Further, we do thank you for your word. We thank you even for the really hard bits of it, the bits that, we don't like reading, perhaps, the bits that are harsh to our ears. But we pray lord that as we look at this book together, we will leave here tonight with a clearer and more accurate picture of what you are really like, and that we will see the glory of your love, your grace, and your justice in this book. So, lord, please speak to us and help us to hear tonight. We ask in your name.

Amen. So if you open up, the book of Nam and skim through it, I mean, you had a sample, read to you just now. Actually, that was some of the nicest bits of the book of Nam. The rest of it is it's quite hard reading. It's judgment, judge judgment judgment all the way through with that little glimmer of light that we read in, like verse 7 of chapter 1.

Very little else in the whole book And so that's the flavor of Nam the profit from what we can tell, and I hope, in some ways, I actually hope that that will be the flavor of what you hear tonight. So no apologies for that. Some things are hard to hear, and Nam's message to, if you're a ninovite, was very hard. To here. Now recently, I was speaking at, high school Christian union, just local to here, on the topic of doesn't the old testament contradict the new testament?

That was the question I've been given.

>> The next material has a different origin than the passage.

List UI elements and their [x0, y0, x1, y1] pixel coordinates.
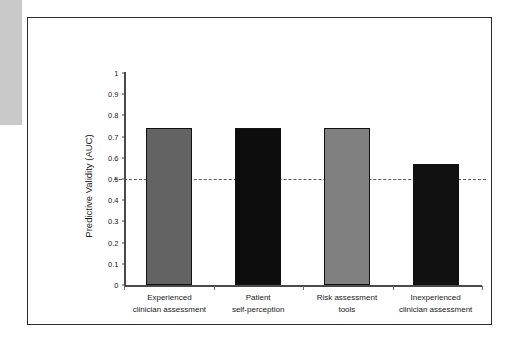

And, 1 major area where people perceive a contradiction in the Bible is in the character of god that they see in Old Testament and New Testament, not necessarily see But in the old testament, they think of god as portrayed as dictating rules and getting angry Whereas in the new testament, god, they see god as being portrayed more as forgiving and kind and gentle. That's people's perception, and people perceive things that way largely I'm convinced because they haven't really read the Bible. Because the love and the incredible patience of god are written all through the whole of the old testament. You can see them.

And the new testament, the latter part of the Bible, clearly presents Jesus as judge before whom all will eventually stand. The Bible declares that god, father, son, and holy spirit, so god to godhead, god is love. We know that. We probably like that verse, that's probably up on your wall. Love is the constant heartbeat of god is what that verse is saying from from John's epistle.

God never stops acting out of love. Love informs god's every action because god is love in his essence. It's a central attribute of god. And yet, god is full of wrath towards sinners. Now, that was very clear in those opening verses we just had read from the start of Nam, wasn't it?

Very, very clear. He's wrathful towards sinners. God of wrath then and god of love and some people cannot reconcile how those 2 things can be can be true at the same time. And my hope is we look at this book together tonight in the short time we got is that you'll start to see how those 2 things just sit together, handing glove. And so I hope that we will get a better grasp of what god is really like.

So we're told in the opening lines of chapter 1, if you take a look down at it, that this little book is an oracle concerning Ninnaveh. Ninnaveh. Now, we, we took a little trip to the British Museum yesterday, my family and I, and looked at some of the exhibits there. There's a lot of stuff on on Ninnovate. It was a fabulous, fabulous city.

It was in fact the greatest city of the mighty Assyrian empire, the the superpower of the time. And in its heyday, there's some pictures up there. The circumference of its walls was some 8 miles. Now outside the walls was also City. But this is just the inner part.

8 miles of walls surrounding an area of nearly apparently 2000 acres which was accessed through 15 substantial gates like the 1 you've got there on your screen. Think of a city like think of visiting somewhere like that. It would have been staggering, wouldn't it? And this awesome place was home to an unrivaled superpower, an unrivaled military power of its day. And also the thriving center of commerce and trade in the world.

Their city had a system of canals and waterways. They brought fresh water in from mountains, dozens of miles away. And this civilization and and nineveh actually both the first freshwater aqueduct to bring this water in. So it was a marvel. The whole place was a marvel.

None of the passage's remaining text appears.